Use AppleScript to automate FoldingText and integrate with other AppleScript enabled apps.
Related:
About
FoldingText's AppleScript suite bridges to the JavaScript API.
Instead of maintaining a separate and parallel API for AppleScripts I added a single evaluate
command which bridges from AppleScript to FoldingText's JavaScript API that plugins already use. This means you'll be writing all of your FoldingText specific scripting logic in JavaScript.
Getting Started
Open "AppleScript Editor" and run:
tell front document of application "FoldingText"
evaluate script "
function(editor, options) {
return editor.textContent();
}"
end tell
That uses the evaluate
command to get the text content of your document. Evaluate takes a JavaScript function script
parameter and evaluates it in the context of the targeted FoldingText document.
This example shows how to pass in options:
tell front document of application "FoldingText"
evaluate script "
function(editor, options) {
editor.replaceSelection(
options.start +
editor.selectedText() +
options.end
);
}" with options {start:"A", |end|:"B"}
end tell
How it works
The evaluate
command works by:
-
The passed in
script
string is passed into the JavaScript context andeval
is used to evaluate it and the result is a JavaScript function. -
If you included
with options
those AppleScript value options are converted to a JSON string. Then passed to the JavaScript context. And then parsed to create JavaScript objects. In short the AppleScript parameters that you pass in are turned into JavaScript parameters. -
The
eval
'ed function from above is called, passing in theeditor
instance andoptions
if any were provided. -
The results of calling that function are converted to JSON, which is then converted to AppleScript objects, which then gets passed back to your script.
Next Steps
-
Read through the Create Plugins documentation to learn about the JavaScript API, since that's what you'll be using for any FoldingText specific scripting.
-
Learn from existing script extensions and use them as starting points for your own solutions.
-
Make sure to read the next section "Debugging Scripts" and use the debugger when writing your own scripts.
-
Ask questions in the support forum.
Debugging Scripts
Use the debug
suite command to debug your scripts... each of these steps is necessary to get debugging to work:
-
Open Help > Software Development Kit
-
Click "Run Editor" to open the editor
-
Click the "Inspector" toolbar item to open the SDK inspector
-
Run this script in "AppleScript Editor"
set s to "
function(editor, option) {
debugger;
return editor.selectedText() + option;
}"
tell application "FoldingText"
debug script s with options "!"
end tell
Notice that this script targets the application object instead of a document. And the command name is debug
instead of evaluate
. The debug
command is exactly the same as evaluate
except it targets the SDK instead of the current document. And that means you can step through your scripts execution line by line in the debugger to figure out exactly what's going on.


**Task details**
Report the count of lines in the records that contain "Getaways", without any added text.
[[ Extracted information, beginning ]]
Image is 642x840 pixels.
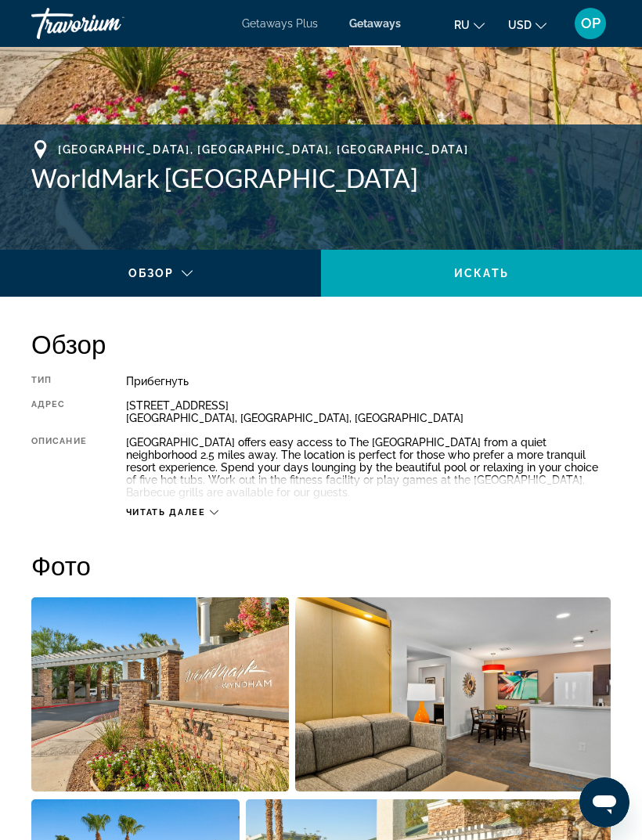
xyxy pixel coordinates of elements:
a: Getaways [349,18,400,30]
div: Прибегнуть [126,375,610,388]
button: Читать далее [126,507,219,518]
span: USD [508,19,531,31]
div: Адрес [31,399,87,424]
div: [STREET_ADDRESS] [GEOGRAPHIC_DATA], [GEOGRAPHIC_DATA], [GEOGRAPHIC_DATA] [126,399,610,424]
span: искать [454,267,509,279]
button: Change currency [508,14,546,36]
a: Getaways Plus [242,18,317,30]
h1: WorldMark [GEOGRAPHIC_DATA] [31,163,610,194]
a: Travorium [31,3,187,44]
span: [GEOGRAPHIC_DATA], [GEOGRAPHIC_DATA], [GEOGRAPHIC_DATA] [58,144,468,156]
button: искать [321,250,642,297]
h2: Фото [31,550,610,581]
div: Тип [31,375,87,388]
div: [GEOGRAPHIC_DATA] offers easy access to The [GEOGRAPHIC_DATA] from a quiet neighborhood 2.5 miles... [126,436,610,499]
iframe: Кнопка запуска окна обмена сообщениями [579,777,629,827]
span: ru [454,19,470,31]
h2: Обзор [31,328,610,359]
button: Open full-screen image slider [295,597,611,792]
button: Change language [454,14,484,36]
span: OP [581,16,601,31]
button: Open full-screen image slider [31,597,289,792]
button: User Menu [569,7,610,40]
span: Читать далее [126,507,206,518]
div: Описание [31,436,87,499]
[[ Extracted information, end ]]
**Task output**
2